Darwin Kernel Version 20.6.0: Thu Jul 6 22:12:47 PDT 2023; root:xnu-7195.141.49.702.12~1/RELEASE_ARM64_T8101 arm64

Darwin Kernel Version 17.7.0: Wed Apr 24 21:17:24 PDT 2019; root:xnu-4570.71.45~1/RELEASE_X86_64 x86_64

so... wonder what that's about?

justinfrankel 11 hours ago | parent | next [-]

ah reading their analysis, there are errors that explain this. Particularly this:

  tcp_now   = 4,294,960,000  (frozen at pre-overflow value)
  timer     = 4,294,960,000 + 30,000 = 4,294,990,000
              (exceeds uint32 max → wraps to a small number)
timer wraps to a small number, they say

  TSTMP_GEQ(4294960000, 4294990000)
they forgot to wrap it there, it should be TSTMP_GEQ(4294960000, small_number)

  = (int)(4294960000 - 4294990000)
  = (int)(-30000)
  = -30000 >= 0 ?  → false!
wrong!

There may be a short time period where this bug occurs, and if you get enough TCP connections to TIME_WAIT in that period, they could stick around, maybe. But I think the original post is completely overreacting and was probably written by a LLM, lol.

Aloisius 9 hours ago | parent [-]

There does appear to be a bug, but it's not what the blog describes.

If tcp_now stops updating at <= 2^32 - 30000 milliseconds, then TSTMP_GEQ(tcp_now, timer) will always fail since timer is tcp_now + 30000 which won't wrap.

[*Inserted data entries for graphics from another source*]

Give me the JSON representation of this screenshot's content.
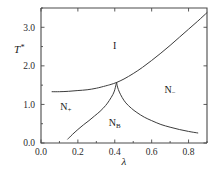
{
  "chart_data": {
    "type": "line",
    "title": "",
    "subtitle": "",
    "xlabel": "λ",
    "ylabel": "T*",
    "xlim": [
      0.0,
      0.9
    ],
    "ylim": [
      0.0,
      3.5
    ],
    "grid": false,
    "legend_position": "none",
    "xticks": [
      0.0,
      0.2,
      0.4,
      0.6,
      0.8
    ],
    "xticklabels": [
      "0.0",
      "0.2",
      "0.4",
      "0.6",
      "0.8"
    ],
    "yticks": [
      0.0,
      1.0,
      2.0,
      3.0
    ],
    "yticklabels": [
      "0.0",
      "1.0",
      "2.0",
      "3.0"
    ],
    "annotations": [
      {
        "text": "I",
        "x": 0.4,
        "y": 2.45
      },
      {
        "text": "N",
        "sub": "+",
        "x": 0.135,
        "y": 0.85
      },
      {
        "text": "N",
        "sub": "−",
        "x": 0.7,
        "y": 1.3
      },
      {
        "text": "N",
        "sub": "B",
        "x": 0.4,
        "y": 0.45
      }
    ],
    "series": [
      {
        "name": "isotropic-nematic boundary",
        "comment": "upper curve separating I from N+ / N-",
        "x": [
          0.06,
          0.1,
          0.15,
          0.2,
          0.25,
          0.3,
          0.35,
          0.38,
          0.41,
          0.45,
          0.5,
          0.55,
          0.6,
          0.65,
          0.7,
          0.75,
          0.8,
          0.85,
          0.9
        ],
        "y": [
          1.33,
          1.33,
          1.34,
          1.36,
          1.38,
          1.42,
          1.48,
          1.52,
          1.57,
          1.66,
          1.8,
          1.96,
          2.14,
          2.33,
          2.53,
          2.74,
          2.95,
          3.16,
          3.38
        ]
      },
      {
        "name": "NB-N+ boundary",
        "comment": "lower-left branch rising to the cusp",
        "x": [
          0.145,
          0.17,
          0.2,
          0.23,
          0.26,
          0.29,
          0.32,
          0.35,
          0.37,
          0.39,
          0.4,
          0.405,
          0.41
        ],
        "y": [
          0.1,
          0.22,
          0.35,
          0.47,
          0.58,
          0.7,
          0.82,
          0.97,
          1.1,
          1.26,
          1.38,
          1.48,
          1.57
        ]
      },
      {
        "name": "NB-N- boundary",
        "comment": "lower-right branch descending from the cusp",
        "x": [
          0.41,
          0.415,
          0.425,
          0.44,
          0.46,
          0.49,
          0.52,
          0.56,
          0.6,
          0.65,
          0.7,
          0.75,
          0.8,
          0.85
        ],
        "y": [
          1.57,
          1.45,
          1.32,
          1.18,
          1.04,
          0.9,
          0.79,
          0.67,
          0.58,
          0.48,
          0.41,
          0.35,
          0.3,
          0.26
        ]
      }
    ]
  },
  "figure": {
    "name": "phase-diagram",
    "axis_color": "#4a4a4a",
    "curve_color": "#3c3c3c",
    "background": "#ffffff"
  }
}
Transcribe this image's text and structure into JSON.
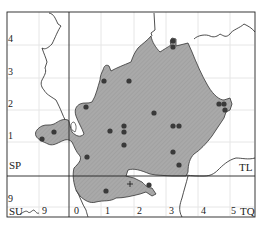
{
  "map": {
    "grid_squares": {
      "top_left": "SP",
      "top_right": "TL",
      "bottom_left": "SU",
      "bottom_right": "TQ"
    },
    "y_labels": [
      {
        "text": "4",
        "x": 9,
        "y": 38
      },
      {
        "text": "3",
        "x": 9,
        "y": 70
      },
      {
        "text": "2",
        "x": 9,
        "y": 103
      },
      {
        "text": "1",
        "x": 9,
        "y": 135
      },
      {
        "text": "9",
        "x": 9,
        "y": 199
      }
    ],
    "x_labels": [
      {
        "text": "9",
        "x": 40,
        "y": 211
      },
      {
        "text": "0",
        "x": 73,
        "y": 211
      },
      {
        "text": "1",
        "x": 104,
        "y": 211
      },
      {
        "text": "2",
        "x": 137,
        "y": 211
      },
      {
        "text": "3",
        "x": 170,
        "y": 211
      },
      {
        "text": "4",
        "x": 201,
        "y": 211
      },
      {
        "text": "5",
        "x": 231,
        "y": 211
      }
    ],
    "square_labels": [
      {
        "text": "SP",
        "x": 10,
        "y": 162
      },
      {
        "text": "TL",
        "x": 240,
        "y": 163
      },
      {
        "text": "SU",
        "x": 10,
        "y": 211
      },
      {
        "text": "TQ",
        "x": 241,
        "y": 211
      }
    ],
    "records": [
      {
        "x": 173,
        "y": 41
      },
      {
        "x": 173,
        "y": 47
      },
      {
        "x": 129,
        "y": 81
      },
      {
        "x": 104,
        "y": 81
      },
      {
        "x": 86,
        "y": 107
      },
      {
        "x": 154,
        "y": 113
      },
      {
        "x": 219,
        "y": 104
      },
      {
        "x": 224,
        "y": 104
      },
      {
        "x": 225,
        "y": 110
      },
      {
        "x": 54,
        "y": 132
      },
      {
        "x": 42,
        "y": 139
      },
      {
        "x": 110,
        "y": 131
      },
      {
        "x": 124,
        "y": 126
      },
      {
        "x": 124,
        "y": 132
      },
      {
        "x": 124,
        "y": 145
      },
      {
        "x": 173,
        "y": 126
      },
      {
        "x": 179,
        "y": 126
      },
      {
        "x": 87,
        "y": 157
      },
      {
        "x": 173,
        "y": 152
      },
      {
        "x": 179,
        "y": 165
      },
      {
        "x": 106,
        "y": 191
      },
      {
        "x": 149,
        "y": 185
      }
    ],
    "cross_marker": {
      "x": 130,
      "y": 184
    },
    "colors": {
      "region_fill": "#a9a9a9",
      "dot": "#3a3a3a",
      "line": "#222222",
      "grid": "#e6e6e6"
    }
  }
}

This does look like it is possible since calculate_tcp_clock() which updates tcp_now only runs when there's TCP traffic. So if at 49 days uptime you halted all TCP traffic and waited about a day, tcp_now would be stuck at the value before you halted TCP traffic.

In cases where tcp_now gets stuck at > 2^32 - 30000, it looks like TCP sockets in the TIME_WAIT will end up being closed immediately instead of waiting 30 seconds, which isn't great either.

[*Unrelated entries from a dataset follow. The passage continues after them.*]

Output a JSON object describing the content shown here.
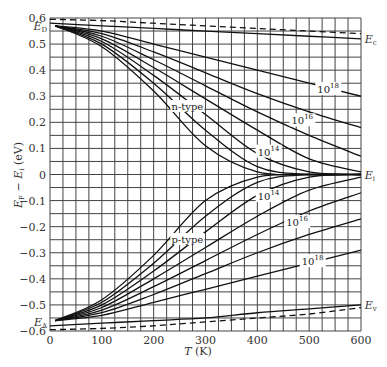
{
  "chart_data": {
    "type": "line",
    "title": "",
    "xlabel": "T (K)",
    "ylabel": "E_F − E_i (eV)",
    "xlim": [
      0,
      600
    ],
    "ylim": [
      -0.6,
      0.6
    ],
    "xticks": [
      0,
      100,
      200,
      300,
      400,
      500,
      600
    ],
    "yticks": [
      0.6,
      0.5,
      0.4,
      0.3,
      0.2,
      0.1,
      0,
      -0.1,
      -0.2,
      -0.3,
      -0.4,
      -0.5,
      -0.6
    ],
    "ytick_labels": [
      "0.6",
      "0.5",
      "0.4",
      "0.3",
      "0.2",
      "0.1",
      "0",
      "−0.1",
      "−0.2",
      "−0.3",
      "−0.4",
      "−0.5",
      "−0.6"
    ],
    "grid": true,
    "grid_x_step": 25,
    "grid_y_step": 0.05,
    "x": [
      0,
      100,
      200,
      300,
      400,
      500,
      600
    ],
    "series": [
      {
        "name": "n-type 10^18",
        "group": "n",
        "values": [
          0.57,
          0.55,
          0.5,
          0.45,
          0.4,
          0.35,
          0.3
        ]
      },
      {
        "name": "n-type 10^17",
        "group": "n",
        "values": [
          0.57,
          0.54,
          0.47,
          0.39,
          0.31,
          0.24,
          0.18
        ]
      },
      {
        "name": "n-type 10^16",
        "group": "n",
        "values": [
          0.57,
          0.53,
          0.44,
          0.34,
          0.24,
          0.15,
          0.07
        ]
      },
      {
        "name": "n-type 10^15",
        "group": "n",
        "values": [
          0.57,
          0.52,
          0.41,
          0.29,
          0.17,
          0.06,
          0.01
        ]
      },
      {
        "name": "n-type 10^14",
        "group": "n",
        "values": [
          0.57,
          0.51,
          0.38,
          0.23,
          0.08,
          0.01,
          0.0
        ]
      },
      {
        "name": "n-type 10^13",
        "group": "n",
        "values": [
          0.57,
          0.5,
          0.35,
          0.17,
          0.03,
          0.0,
          0.0
        ]
      },
      {
        "name": "n-type 10^12",
        "group": "n",
        "values": [
          0.57,
          0.49,
          0.32,
          0.11,
          0.01,
          0.0,
          0.0
        ]
      },
      {
        "name": "p-type 10^18",
        "group": "p",
        "values": [
          -0.56,
          -0.54,
          -0.49,
          -0.44,
          -0.39,
          -0.34,
          -0.29
        ]
      },
      {
        "name": "p-type 10^17",
        "group": "p",
        "values": [
          -0.56,
          -0.53,
          -0.46,
          -0.38,
          -0.3,
          -0.23,
          -0.17
        ]
      },
      {
        "name": "p-type 10^16",
        "group": "p",
        "values": [
          -0.56,
          -0.52,
          -0.43,
          -0.33,
          -0.23,
          -0.14,
          -0.07
        ]
      },
      {
        "name": "p-type 10^15",
        "group": "p",
        "values": [
          -0.56,
          -0.51,
          -0.4,
          -0.28,
          -0.16,
          -0.06,
          -0.01
        ]
      },
      {
        "name": "p-type 10^14",
        "group": "p",
        "values": [
          -0.56,
          -0.5,
          -0.37,
          -0.22,
          -0.08,
          -0.01,
          0.0
        ]
      },
      {
        "name": "p-type 10^13",
        "group": "p",
        "values": [
          -0.56,
          -0.49,
          -0.34,
          -0.16,
          -0.03,
          0.0,
          0.0
        ]
      },
      {
        "name": "p-type 10^12",
        "group": "p",
        "values": [
          -0.56,
          -0.48,
          -0.31,
          -0.1,
          -0.01,
          0.0,
          0.0
        ]
      },
      {
        "name": "E_c",
        "style": "solid",
        "values": [
          0.58,
          0.57,
          0.56,
          0.55,
          0.54,
          0.53,
          0.52
        ]
      },
      {
        "name": "E_c (dashed)",
        "style": "dashed",
        "values": [
          0.595,
          0.59,
          0.58,
          0.57,
          0.56,
          0.55,
          0.54
        ]
      },
      {
        "name": "E_v",
        "style": "solid",
        "values": [
          -0.58,
          -0.57,
          -0.56,
          -0.55,
          -0.53,
          -0.515,
          -0.5
        ]
      },
      {
        "name": "E_v (dashed)",
        "style": "dashed",
        "values": [
          -0.595,
          -0.59,
          -0.58,
          -0.565,
          -0.55,
          -0.535,
          -0.51
        ]
      }
    ],
    "annotations": [
      {
        "text": "E_D",
        "x": -25,
        "y": 0.57
      },
      {
        "text": "E_A",
        "x": -25,
        "y": -0.565
      },
      {
        "text": "E_c",
        "x": 615,
        "y": 0.52
      },
      {
        "text": "E_i",
        "x": 615,
        "y": 0.0
      },
      {
        "text": "E_v",
        "x": 615,
        "y": -0.5
      },
      {
        "text": "n-type",
        "x": 265,
        "y": 0.255
      },
      {
        "text": "p-type",
        "x": 265,
        "y": -0.255
      },
      {
        "text": "10^18",
        "x": 535,
        "y": 0.32
      },
      {
        "text": "10^16",
        "x": 485,
        "y": 0.2
      },
      {
        "text": "10^14",
        "x": 420,
        "y": 0.08
      },
      {
        "text": "10^14",
        "x": 420,
        "y": -0.09
      },
      {
        "text": "10^16",
        "x": 475,
        "y": -0.19
      },
      {
        "text": "10^18",
        "x": 505,
        "y": -0.34
      }
    ]
  },
  "labels": {
    "xlabel_T": "T",
    "xlabel_unit": "(K)",
    "ylabel": "E",
    "n_type": "n-type",
    "p_type": "p-type"
  }
}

fingerlocks an hour ago | parent | next [-]

Are you sure?

tcp_now’s maximum cannot physically reach 2^32 because the trailing zeros of that number exceeds the bit width of data type.

Therefore, tcp_now + 30000 will wrap when tcp_now is equal to 2^32 - 3000. Your inequality sign should be strict <, otherwise the result does not follow.

justinfrankel 8 hours ago | parent | prev [-]

yep that makes sense

comex 11 hours ago | parent | prev [-]

The bug was introduced only last year in macOS 26:

https://github.com/apple-oss-distributions/xnu/blame/f6217f8...

plorkyeran 10 hours ago | parent | next [-]

> Apple Community #250867747: macOS Catalina — "New TCP connections can not establish." New connections enter SYN_SENT then immediately close. Existing connections unaffected. Only a reboot fixes it.

This is a weird thing to cite if it's a macOS 26 bug. I quite regularly go over 50 days of uptime without issues so it makes sense for it to be a new bug, and maybe they had different bugs in the past with similar symptoms.

Aloisius 11 hours ago | parent | prev [-]

Interesting. The article mentions complaints on the forums running Catalina, so that must be something else.

js2 10 hours ago | parent | next [-]

As someone who also operates fleets of Macs, for years now, there is no possible way this bug predates macOS 26. If the bug description is correct, it must be a new one.

groby_b 10 hours ago | parent | prev [-]

The article is written using AI, so unless you verified the complaints, the safe default assumption is that they don't exist.

Aloisius 10 hours ago | parent [-]

It definitely exists, but it could be a completely unrelated issue.